Trump biographer: ‘His actions are unseemly and irresponsible and he’s downright dangerous’

In damning New York Daily News editorial on Friday, author Michael D’Antonio warned Americans that Donald Trump‘s impulsive nature won’t temper itself once he assumed the mantle of the presidency.

“The President-elect probably cannot control himself,” D’Antonio, who was also Trump’s biographer, wrote. “I interviewed him for six hours when writing a biography, and I mean that literally.”

In the piece titled, “Critics of Trump’s nasty Twitter attacks miss the point: He simply cannot stop even if he wanted to,” D’Antonio points out the potential danger that comes along with a president who uses his Twitter account to target individual Americans.

“With his itchy Twitter finger, Trump made a working guy in Indiana a target for any crazy person willing to seize on the information he sent out — the man’s name and union local — to harass him, In a week when someone acted on a false social-media-driven conspiracy theory by bringing guns to break up a supposed child abuse ring at a pizza joint, in Washington, D.C., Trump’s behavior seems reckless in the extreme,” D’Antonio wrote.

According to D’Antonio, Trump’s inability to self-sooth when he’s attacked or criticized is almost pathological.

“Long an advocate of responding “10 times harder” when his feelings are hurt — and they are very easily hurt — Trump has a tendency to strike with massive force without much concern for the size or vulnerability of the person in his sights. I suspect this is because the pain he feels when criticized doesn’t depend on the source. No matter who speaks out, he cannot bear disapproval.”

An example is Trump’s Twitter tirade against Indiana labor official Chick Jones, who’s received death threats as a result.

“Unseemly and irresponsible in a candidate, Trump’s overreactions are downright dangerous when they come from someone with the power he now possesses. Besides the obvious danger that arises when a president or President-elect paints a rhetorical target on a citizen’s back, we have to consider the civic damage done when people are made afraid to speak their mind about a political leader,” he continued.

D’Antonio then compared Trump to a drug addict, except the president-elect’s fix comes from the rush of attention he gets whenever he tweets — a fix that he can’t control or stop.

“Trump, who has long been addicted to attention, had found a new, super-potent form of it in social media. This hit was not only powerful; it was available in an endless supply that he could access at will.”

“He no longer had to manipulate journalists and wait for them to act,” D’Antonio wrote. “He could tap out a few words and get what he wanted immediately. It reminded me of psychologist B.F. Skinner’s experiments with chickens that learned to push a button with their beaks for the reward of a food pellet. Once they had trained themselves, the birds couldn’t stop pecking even when the pellets no longer came and they injured themselves.”

Just like Skinner’s animal test subjects, Trump knows he can get what he wants, regardless of the consequences.

“Those who ask if he will stop scouring the press for evidence of enemies and using his power in an indiscriminate ways should stop thinking of him as a conventional politician and start looking at him as a chicken.”

Featured image via YouTube

Sky Palma

Before launching DeadState back in 2012, Sky Palma has been blogging about politics, social issues and religion for over a decade. He lives in Los Angeles and also enjoys Brazilian jiu jitsu, chess, music and art.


_WHAT YOU NEED TO DO_
Write the entries out again exactly as they stand, but without the pictures.

*** MATERIAL PROVIDED Section Begins ***

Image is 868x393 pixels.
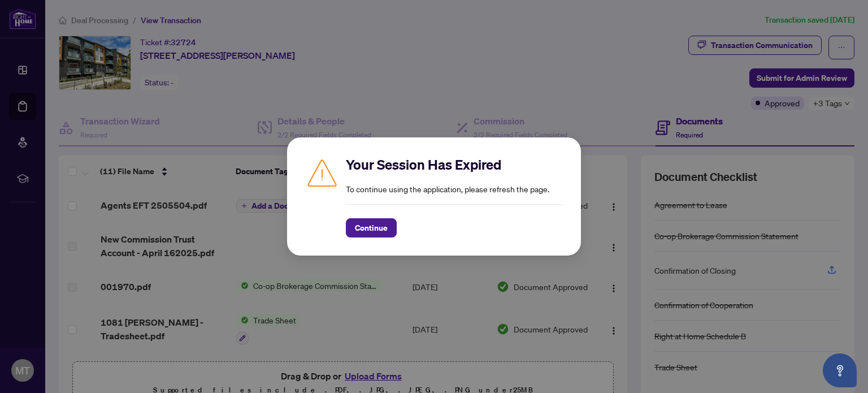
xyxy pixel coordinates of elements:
button: Continue [346,219,397,238]
h2: Your Session Has Expired [346,155,563,174]
span: Continue [355,219,388,237]
button: Open asap [823,354,857,387]
img: Caution icon [305,155,339,190]
div: To continue using the application, please refresh the page. [346,155,563,238]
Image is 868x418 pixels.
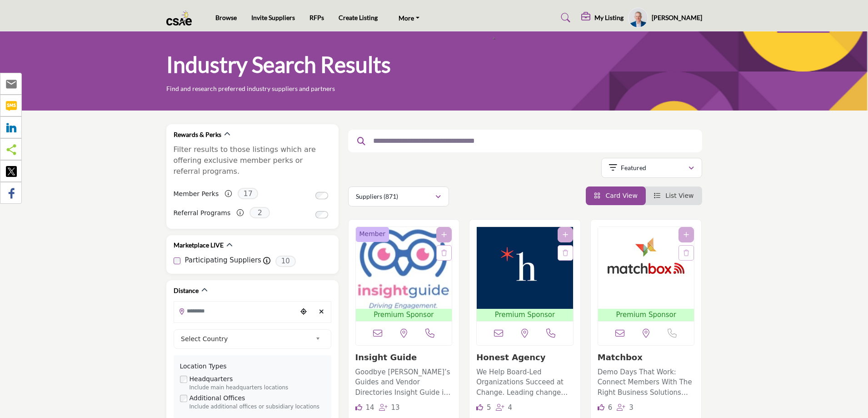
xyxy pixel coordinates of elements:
[359,229,386,239] span: Member
[238,188,258,199] span: 17
[185,255,261,266] label: Participating Suppliers
[391,403,400,411] span: 13
[249,207,270,218] span: 2
[598,227,694,321] a: Open Listing in new tab
[174,241,223,249] h2: Marketplace LIVE
[356,367,453,398] p: Goodbye [PERSON_NAME]’s Guides and Vendor Directories Insight Guide is a business marketplace pla...
[180,362,325,371] div: Location Types
[594,192,638,199] a: View Card
[476,352,545,362] a: Honest Agency
[628,8,648,28] button: Show hide supplier dropdown
[190,383,325,392] div: Include main headquarters locations
[600,310,692,320] span: Premium Sponsor
[476,352,574,363] h3: Honest Agency
[665,192,693,199] span: List View
[608,403,613,411] span: 6
[166,50,391,79] h1: Industry Search Results
[174,286,198,295] h2: Distance
[356,227,453,309] img: Insight Guide
[181,333,312,344] span: Select Country
[338,14,377,22] a: Create Listing
[190,402,325,411] div: Include additional offices or subsidiary locations
[582,12,624,23] div: My Listing
[348,186,449,206] button: Suppliers (871)
[684,231,689,238] a: Add To List
[174,302,297,319] input: Search Location
[486,403,492,411] span: 5
[552,10,576,25] a: Search
[598,352,695,363] h3: Matchbox
[365,403,374,411] span: 14
[315,192,328,199] input: Switch to Member Perks
[251,14,295,22] a: Invite Suppliers
[598,367,695,398] p: Demo Days That Work: Connect Members With The Right Business Solutions Matchbox produces category...
[190,374,233,383] label: Headquarters
[379,402,400,413] div: Followers
[356,352,453,363] h3: Insight Guide
[598,227,694,309] img: Matchbox
[174,186,219,202] label: Member Perks
[652,13,702,23] h5: [PERSON_NAME]
[174,257,180,264] input: Participating Suppliers checkbox
[477,227,573,309] img: Honest Agency
[598,364,695,398] a: Demo Days That Work: Connect Members With The Right Business Solutions Matchbox produces category...
[356,403,363,410] i: Likes
[586,186,646,205] li: Card View
[477,227,573,321] a: Open Listing in new tab
[508,403,512,411] span: 4
[356,227,453,321] a: Open Listing in new tab
[476,403,483,410] i: Likes
[315,211,328,218] input: Switch to Referral Programs
[617,402,633,413] div: Followers
[476,364,574,398] a: We Help Board-Led Organizations Succeed at Change. Leading change that sticks is challenging - ev...
[620,164,646,172] p: Featured
[166,10,196,25] img: Site Logo
[174,130,222,139] h2: Rewards & Perks
[356,352,417,362] a: Insight Guide
[190,393,246,402] label: Additional Offices
[595,14,624,22] h5: My Listing
[174,205,231,221] label: Referral Programs
[392,11,426,24] a: More
[356,192,398,201] p: Suppliers (871)
[598,403,604,410] i: Likes
[215,14,237,22] a: Browse
[315,302,329,321] div: Clear search location
[174,144,331,177] p: Filter results to those listings which are offering exclusive member perks or referral programs.
[563,231,568,238] a: Add To List
[646,186,702,205] li: List View
[598,352,643,362] a: Matchbox
[310,14,324,22] a: RFPs
[479,310,571,320] span: Premium Sponsor
[476,367,574,398] p: We Help Board-Led Organizations Succeed at Change. Leading change that sticks is challenging - ev...
[166,84,335,93] p: Find and research preferred industry suppliers and partners
[654,192,694,199] a: View List
[629,403,633,411] span: 3
[297,302,311,321] div: Choose your current location
[441,231,447,238] a: Add To List
[275,255,296,267] span: 10
[356,364,453,398] a: Goodbye [PERSON_NAME]’s Guides and Vendor Directories Insight Guide is a business marketplace pla...
[496,402,512,413] div: Followers
[606,192,637,199] span: Card View
[601,158,702,177] button: Featured
[357,310,450,320] span: Premium Sponsor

*** MATERIAL PROVIDED Section Ends ***

_ANSWER SPACE_
Image is 868x393 pixels.
xyxy pixel coordinates of elements:
button: Continue [346,219,397,238]
h2: Your Session Has Expired [346,155,563,174]
span: Continue [355,219,388,237]
button: Open asap [823,354,857,387]
img: Caution icon [305,155,339,190]
div: To continue using the application, please refresh the page. [346,155,563,238]
Image is 868x418 pixels.
xyxy pixel coordinates of elements:
[359,229,386,239] span: Member
[238,188,258,199] span: 17
[185,255,261,266] label: Participating Suppliers
[391,403,400,411] span: 13
[249,207,270,218] span: 2
[598,227,694,321] a: Open Listing in new tab
[174,241,223,249] h2: Marketplace LIVE
[356,367,453,398] p: Goodbye [PERSON_NAME]’s Guides and Vendor Directories Insight Guide is a business marketplace pla...
[180,362,325,371] div: Location Types
[594,192,638,199] a: View Card
[476,352,545,362] a: Honest Agency
[628,8,648,28] button: Show hide supplier dropdown
[190,383,325,392] div: Include main headquarters locations
[600,310,692,320] span: Premium Sponsor
[476,352,574,363] h3: Honest Agency
[665,192,693,199] span: List View
[608,403,613,411] span: 6
[166,50,391,79] h1: Industry Search Results
[174,286,198,295] h2: Distance
[356,227,453,309] img: Insight Guide
[181,333,312,344] span: Select Country
[338,14,377,22] a: Create Listing
[190,402,325,411] div: Include additional offices or subsidiary locations
[582,12,624,23] div: My Listing
[348,186,449,206] button: Suppliers (871)
[684,231,689,238] a: Add To List
[174,302,297,319] input: Search Location
[486,403,492,411] span: 5
[552,10,576,25] a: Search
[598,352,695,363] h3: Matchbox
[365,403,374,411] span: 14
[315,192,328,199] input: Switch to Member Perks
[251,14,295,22] a: Invite Suppliers
[598,367,695,398] p: Demo Days That Work: Connect Members With The Right Business Solutions Matchbox produces category...
[190,374,233,383] label: Headquarters
[379,402,400,413] div: Followers
[356,352,453,363] h3: Insight Guide
[598,227,694,309] img: Matchbox
[174,186,219,202] label: Member Perks
[652,13,702,23] h5: [PERSON_NAME]
[174,257,180,264] input: Participating Suppliers checkbox
[477,227,573,309] img: Honest Agency
[598,364,695,398] a: Demo Days That Work: Connect Members With The Right Business Solutions Matchbox produces category...
[356,403,363,410] i: Likes
[586,186,646,205] li: Card View
[477,227,573,321] a: Open Listing in new tab
[508,403,512,411] span: 4
[356,227,453,321] a: Open Listing in new tab
[476,403,483,410] i: Likes
[315,211,328,218] input: Switch to Referral Programs
[617,402,633,413] div: Followers
[476,364,574,398] a: We Help Board-Led Organizations Succeed at Change. Leading change that sticks is challenging - ev...
[620,164,646,172] p: Featured
[166,10,196,25] img: Site Logo
[174,130,222,139] h2: Rewards & Perks
[356,352,417,362] a: Insight Guide
[190,393,246,402] label: Additional Offices
[595,14,624,22] h5: My Listing
[174,205,231,221] label: Referral Programs
[392,11,426,24] a: More
[356,192,398,201] p: Suppliers (871)
[598,403,604,410] i: Likes
[215,14,237,22] a: Browse
[315,302,329,321] div: Clear search location
[174,144,331,177] p: Filter results to those listings which are offering exclusive member perks or referral programs.
[563,231,568,238] a: Add To List
[646,186,702,205] li: List View
[598,352,643,362] a: Matchbox
[310,14,324,22] a: RFPs
[479,310,571,320] span: Premium Sponsor
[476,367,574,398] p: We Help Board-Led Organizations Succeed at Change. Leading change that sticks is challenging - ev...
[166,84,335,93] p: Find and research preferred industry suppliers and partners
[654,192,694,199] a: View List
[629,403,633,411] span: 3
[297,302,311,321] div: Choose your current location
[441,231,447,238] a: Add To List
[275,255,296,267] span: 10
[356,364,453,398] a: Goodbye [PERSON_NAME]’s Guides and Vendor Directories Insight Guide is a business marketplace pla...
[496,402,512,413] div: Followers
[606,192,637,199] span: Card View
[601,158,702,177] button: Featured
[357,310,450,320] span: Premium Sponsor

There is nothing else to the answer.